Sagar

Sagar recently represented India at the UN Committee on the Rights of the Child session of September 2021. The confident youth who testified on the importance of government funding mental health services for economically distressed families knew first hand about domestic violence.  A shy boy with few friends and a lackluster student when he first joined Butterflies’ mobile education program in 2014 at its Hathi Park contact point,  Sagar had often toyed with running away from home to teach his alcoholic and abusive father a lesson. Today he has every reason to rejoice that he stayed put and stayed firm, with the steady guidance of his Child Rights Advocate.

Presently a 12th grade student through National Institute of Open Schooling, Sagar completed a basic computer course from Butterflies’ mobile school, got hooked on technology, and enrolled in the Hardware and Networking Course that the Habitat Learning Center runs for unprivileged children.  Here, Sagar has earned good grades and  received not one but two awards: Logger of the Year for activating a default account and Campaign Green Ride for Consistency and Regularity. 

Sagar credits his participation in Butterflies’ children’s cooperatives with bolstering his confidence and sociability. His peers have elected him a Child Development Khazana (CDK) Volunteer Bank Manager; a Child Health and Sports Cooperative  (CHSC)  Child Health Educator (CHE);  and a Bal Sabha (Children’s Council) Convener.  These leadership positions have given him valuable experience in democratic decision-making. In true Butterflies spirit, Sagar now volunteers in Butterflies’ mobile school as a child computer teacher.  His dream is to become a computer engineer; Butterflies is helping him to apply to university. 

“Before joining the mobile school education program, I was not even aware about computers and their functions. It is only because of our mobile school that I learnt so much that I am now studying a professional computer course in Habitat Learning Center (HLC)”, says a proud (and grateful) Sagar.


WORK TO BE COMPLETED => What lines in the records include the string "bounding"? Return each one.

(Source records)
--*--

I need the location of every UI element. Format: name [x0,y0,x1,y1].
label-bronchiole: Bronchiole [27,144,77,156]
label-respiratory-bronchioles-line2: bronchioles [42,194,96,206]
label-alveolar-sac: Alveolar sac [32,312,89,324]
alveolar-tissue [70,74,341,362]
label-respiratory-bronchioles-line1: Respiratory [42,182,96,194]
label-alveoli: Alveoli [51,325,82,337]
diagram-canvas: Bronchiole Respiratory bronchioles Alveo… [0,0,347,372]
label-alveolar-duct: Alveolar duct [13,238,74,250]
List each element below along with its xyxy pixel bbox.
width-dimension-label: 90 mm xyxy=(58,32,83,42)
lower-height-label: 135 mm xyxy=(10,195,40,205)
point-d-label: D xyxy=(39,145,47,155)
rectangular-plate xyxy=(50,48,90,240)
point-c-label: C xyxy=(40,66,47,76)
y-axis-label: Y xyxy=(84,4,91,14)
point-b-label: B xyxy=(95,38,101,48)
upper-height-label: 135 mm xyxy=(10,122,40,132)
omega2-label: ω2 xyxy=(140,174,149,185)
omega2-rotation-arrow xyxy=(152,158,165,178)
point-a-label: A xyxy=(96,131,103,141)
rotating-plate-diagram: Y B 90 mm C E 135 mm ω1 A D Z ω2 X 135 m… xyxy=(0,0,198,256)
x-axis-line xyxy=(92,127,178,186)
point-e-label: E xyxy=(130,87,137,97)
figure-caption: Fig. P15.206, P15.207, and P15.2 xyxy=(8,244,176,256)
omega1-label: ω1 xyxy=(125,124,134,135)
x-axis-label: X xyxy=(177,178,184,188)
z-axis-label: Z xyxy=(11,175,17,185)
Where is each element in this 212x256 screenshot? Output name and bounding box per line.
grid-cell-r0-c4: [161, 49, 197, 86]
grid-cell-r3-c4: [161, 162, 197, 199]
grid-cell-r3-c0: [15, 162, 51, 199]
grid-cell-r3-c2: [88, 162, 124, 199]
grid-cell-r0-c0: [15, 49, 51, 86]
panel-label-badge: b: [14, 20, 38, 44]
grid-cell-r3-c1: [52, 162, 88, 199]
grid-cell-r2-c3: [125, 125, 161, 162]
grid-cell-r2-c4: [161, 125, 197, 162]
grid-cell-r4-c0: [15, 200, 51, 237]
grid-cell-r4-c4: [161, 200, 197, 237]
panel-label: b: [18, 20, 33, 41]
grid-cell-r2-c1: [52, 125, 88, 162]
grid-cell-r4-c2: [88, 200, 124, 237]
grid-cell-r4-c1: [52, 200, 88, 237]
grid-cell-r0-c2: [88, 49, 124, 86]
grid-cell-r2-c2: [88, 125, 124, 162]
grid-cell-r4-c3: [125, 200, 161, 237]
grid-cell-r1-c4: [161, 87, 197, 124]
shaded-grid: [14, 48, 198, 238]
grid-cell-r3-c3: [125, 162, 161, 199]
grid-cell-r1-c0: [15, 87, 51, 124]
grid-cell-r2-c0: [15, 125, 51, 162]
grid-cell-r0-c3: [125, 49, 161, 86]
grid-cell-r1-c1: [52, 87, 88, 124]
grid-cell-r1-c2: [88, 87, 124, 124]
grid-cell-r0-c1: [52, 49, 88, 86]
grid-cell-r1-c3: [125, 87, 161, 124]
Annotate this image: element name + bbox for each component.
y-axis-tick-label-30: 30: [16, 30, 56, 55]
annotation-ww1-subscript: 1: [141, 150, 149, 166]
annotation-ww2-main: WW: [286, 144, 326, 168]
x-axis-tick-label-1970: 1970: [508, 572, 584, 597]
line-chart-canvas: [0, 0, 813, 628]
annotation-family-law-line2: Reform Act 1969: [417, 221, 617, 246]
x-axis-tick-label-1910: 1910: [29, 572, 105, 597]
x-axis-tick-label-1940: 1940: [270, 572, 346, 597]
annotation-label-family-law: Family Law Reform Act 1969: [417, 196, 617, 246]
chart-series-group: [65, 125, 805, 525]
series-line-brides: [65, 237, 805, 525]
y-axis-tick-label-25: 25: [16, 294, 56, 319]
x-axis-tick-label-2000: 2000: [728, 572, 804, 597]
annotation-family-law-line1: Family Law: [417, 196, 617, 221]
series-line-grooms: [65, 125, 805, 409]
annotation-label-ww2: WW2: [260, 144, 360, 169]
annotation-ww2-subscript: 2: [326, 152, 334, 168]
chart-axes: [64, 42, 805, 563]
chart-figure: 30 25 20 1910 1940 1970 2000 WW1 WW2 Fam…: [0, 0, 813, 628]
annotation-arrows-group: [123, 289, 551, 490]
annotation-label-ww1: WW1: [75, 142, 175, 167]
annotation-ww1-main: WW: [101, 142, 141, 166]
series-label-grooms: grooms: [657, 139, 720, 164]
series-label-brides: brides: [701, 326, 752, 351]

--*--

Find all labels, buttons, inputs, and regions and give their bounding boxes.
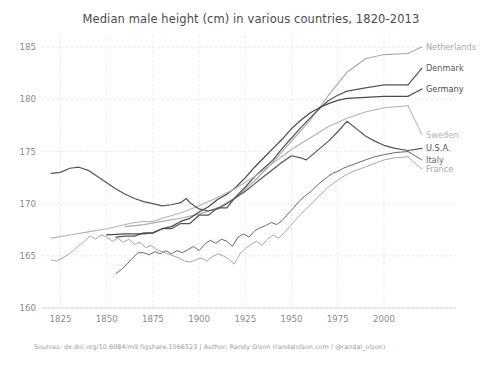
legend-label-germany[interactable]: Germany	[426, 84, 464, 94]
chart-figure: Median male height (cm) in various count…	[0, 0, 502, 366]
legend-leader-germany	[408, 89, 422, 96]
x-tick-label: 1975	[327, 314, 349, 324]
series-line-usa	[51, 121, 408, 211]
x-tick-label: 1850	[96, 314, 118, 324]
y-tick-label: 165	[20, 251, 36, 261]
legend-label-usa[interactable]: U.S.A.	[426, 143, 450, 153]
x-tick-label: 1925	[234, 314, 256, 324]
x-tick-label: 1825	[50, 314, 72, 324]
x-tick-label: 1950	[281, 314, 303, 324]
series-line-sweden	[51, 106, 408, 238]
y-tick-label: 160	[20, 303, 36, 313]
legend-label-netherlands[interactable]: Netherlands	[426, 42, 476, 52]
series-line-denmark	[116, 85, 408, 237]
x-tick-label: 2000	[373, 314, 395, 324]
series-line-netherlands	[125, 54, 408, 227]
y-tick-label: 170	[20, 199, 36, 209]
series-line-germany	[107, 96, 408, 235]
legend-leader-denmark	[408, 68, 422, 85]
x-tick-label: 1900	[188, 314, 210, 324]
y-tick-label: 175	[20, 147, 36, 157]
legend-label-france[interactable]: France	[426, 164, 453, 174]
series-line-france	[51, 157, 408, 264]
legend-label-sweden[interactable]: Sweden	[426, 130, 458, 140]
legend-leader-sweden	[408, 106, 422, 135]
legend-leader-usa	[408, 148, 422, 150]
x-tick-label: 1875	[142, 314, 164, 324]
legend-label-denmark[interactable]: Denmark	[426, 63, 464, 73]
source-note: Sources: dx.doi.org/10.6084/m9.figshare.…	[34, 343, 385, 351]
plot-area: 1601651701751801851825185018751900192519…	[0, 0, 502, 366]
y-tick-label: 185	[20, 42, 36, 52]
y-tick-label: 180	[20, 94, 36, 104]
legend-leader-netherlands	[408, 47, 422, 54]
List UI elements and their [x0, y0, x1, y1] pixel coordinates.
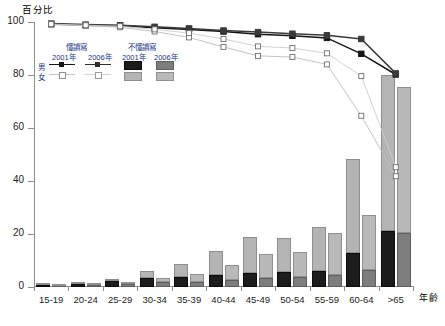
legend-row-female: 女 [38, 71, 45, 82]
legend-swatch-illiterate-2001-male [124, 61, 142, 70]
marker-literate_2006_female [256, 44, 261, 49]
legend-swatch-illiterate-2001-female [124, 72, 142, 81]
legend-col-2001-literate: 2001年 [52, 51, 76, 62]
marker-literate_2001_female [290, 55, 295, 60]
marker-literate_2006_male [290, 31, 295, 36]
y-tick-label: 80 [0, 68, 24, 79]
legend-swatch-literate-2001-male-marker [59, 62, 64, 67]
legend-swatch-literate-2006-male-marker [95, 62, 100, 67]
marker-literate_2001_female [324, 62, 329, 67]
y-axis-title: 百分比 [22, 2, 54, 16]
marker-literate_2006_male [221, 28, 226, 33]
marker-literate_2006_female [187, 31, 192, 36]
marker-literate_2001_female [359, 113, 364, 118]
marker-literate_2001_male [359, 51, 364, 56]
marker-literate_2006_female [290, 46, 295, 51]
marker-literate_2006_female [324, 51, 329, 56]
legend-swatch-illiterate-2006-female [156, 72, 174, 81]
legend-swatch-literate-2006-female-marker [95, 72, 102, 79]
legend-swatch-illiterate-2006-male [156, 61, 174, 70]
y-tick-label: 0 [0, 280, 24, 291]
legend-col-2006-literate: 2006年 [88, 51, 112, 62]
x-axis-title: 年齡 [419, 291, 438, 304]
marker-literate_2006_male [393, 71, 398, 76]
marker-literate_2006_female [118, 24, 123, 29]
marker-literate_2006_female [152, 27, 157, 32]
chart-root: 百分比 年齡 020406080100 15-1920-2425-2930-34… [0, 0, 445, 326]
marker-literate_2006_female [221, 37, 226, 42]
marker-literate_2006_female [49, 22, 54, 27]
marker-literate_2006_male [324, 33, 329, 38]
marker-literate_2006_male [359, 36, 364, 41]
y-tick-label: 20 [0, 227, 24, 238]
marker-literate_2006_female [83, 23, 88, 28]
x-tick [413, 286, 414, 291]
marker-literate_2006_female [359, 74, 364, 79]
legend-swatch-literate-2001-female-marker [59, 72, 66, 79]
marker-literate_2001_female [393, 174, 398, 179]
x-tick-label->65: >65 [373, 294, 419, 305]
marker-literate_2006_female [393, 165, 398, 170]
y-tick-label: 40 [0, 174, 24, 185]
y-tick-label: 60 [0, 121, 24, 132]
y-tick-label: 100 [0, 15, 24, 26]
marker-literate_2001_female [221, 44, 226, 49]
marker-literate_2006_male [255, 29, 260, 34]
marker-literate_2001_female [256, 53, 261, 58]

--*--

EXPECTED ANSWER =>
Where is each element in this 212x256 screenshot? Output name and bounding box per line.
Find all labels, buttons, inputs, and regions and give their bounding boxes.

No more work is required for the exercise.